» Aim of the task
The records are to be copied in their entirety, exactly as given.

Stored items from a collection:
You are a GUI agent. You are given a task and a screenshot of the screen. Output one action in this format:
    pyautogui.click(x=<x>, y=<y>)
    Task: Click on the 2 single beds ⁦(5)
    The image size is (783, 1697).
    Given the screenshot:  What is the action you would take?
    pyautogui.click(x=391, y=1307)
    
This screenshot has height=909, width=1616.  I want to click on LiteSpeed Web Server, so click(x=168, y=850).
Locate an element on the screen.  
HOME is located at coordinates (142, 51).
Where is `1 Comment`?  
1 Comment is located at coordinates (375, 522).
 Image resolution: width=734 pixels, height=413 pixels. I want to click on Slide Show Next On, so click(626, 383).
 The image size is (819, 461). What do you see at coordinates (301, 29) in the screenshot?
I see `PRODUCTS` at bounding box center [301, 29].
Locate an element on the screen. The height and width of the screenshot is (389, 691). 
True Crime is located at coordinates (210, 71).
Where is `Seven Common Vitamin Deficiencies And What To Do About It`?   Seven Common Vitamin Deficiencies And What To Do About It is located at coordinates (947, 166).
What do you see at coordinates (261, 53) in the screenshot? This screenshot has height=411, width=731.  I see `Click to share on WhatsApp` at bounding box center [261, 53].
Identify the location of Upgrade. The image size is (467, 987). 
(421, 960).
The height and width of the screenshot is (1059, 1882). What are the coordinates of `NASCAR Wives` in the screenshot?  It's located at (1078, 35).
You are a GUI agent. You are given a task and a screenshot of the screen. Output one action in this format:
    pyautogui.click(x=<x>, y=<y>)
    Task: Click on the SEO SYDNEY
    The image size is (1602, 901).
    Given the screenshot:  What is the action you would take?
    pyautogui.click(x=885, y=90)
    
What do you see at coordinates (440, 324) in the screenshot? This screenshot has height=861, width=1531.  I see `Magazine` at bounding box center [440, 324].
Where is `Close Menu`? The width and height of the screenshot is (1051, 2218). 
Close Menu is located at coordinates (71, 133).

» Solution for this task
You are a GUI agent. You are given a task and a screenshot of the screen. Output one action in this format:
    pyautogui.click(x=<x>, y=<y>)
    Task: Click on the 2 single beds ⁦(5)
    The image size is (783, 1697).
    Given the screenshot:  What is the action you would take?
    pyautogui.click(x=391, y=1307)
    
This screenshot has height=909, width=1616.  I want to click on LiteSpeed Web Server, so click(x=168, y=850).
Locate an element on the screen.  
HOME is located at coordinates (142, 51).
Where is `1 Comment`?  
1 Comment is located at coordinates (375, 522).
 Image resolution: width=734 pixels, height=413 pixels. I want to click on Slide Show Next On, so click(626, 383).
 The image size is (819, 461). What do you see at coordinates (301, 29) in the screenshot?
I see `PRODUCTS` at bounding box center [301, 29].
Locate an element on the screen. The height and width of the screenshot is (389, 691). 
True Crime is located at coordinates (210, 71).
Where is `Seven Common Vitamin Deficiencies And What To Do About It`?   Seven Common Vitamin Deficiencies And What To Do About It is located at coordinates (947, 166).
What do you see at coordinates (261, 53) in the screenshot? This screenshot has height=411, width=731.  I see `Click to share on WhatsApp` at bounding box center [261, 53].
Identify the location of Upgrade. The image size is (467, 987). 
(421, 960).
The height and width of the screenshot is (1059, 1882). What are the coordinates of `NASCAR Wives` in the screenshot?  It's located at (1078, 35).
You are a GUI agent. You are given a task and a screenshot of the screen. Output one action in this format:
    pyautogui.click(x=<x>, y=<y>)
    Task: Click on the SEO SYDNEY
    The image size is (1602, 901).
    Given the screenshot:  What is the action you would take?
    pyautogui.click(x=885, y=90)
    
What do you see at coordinates (440, 324) in the screenshot? This screenshot has height=861, width=1531.  I see `Magazine` at bounding box center [440, 324].
Where is `Close Menu`? The width and height of the screenshot is (1051, 2218). 
Close Menu is located at coordinates (71, 133).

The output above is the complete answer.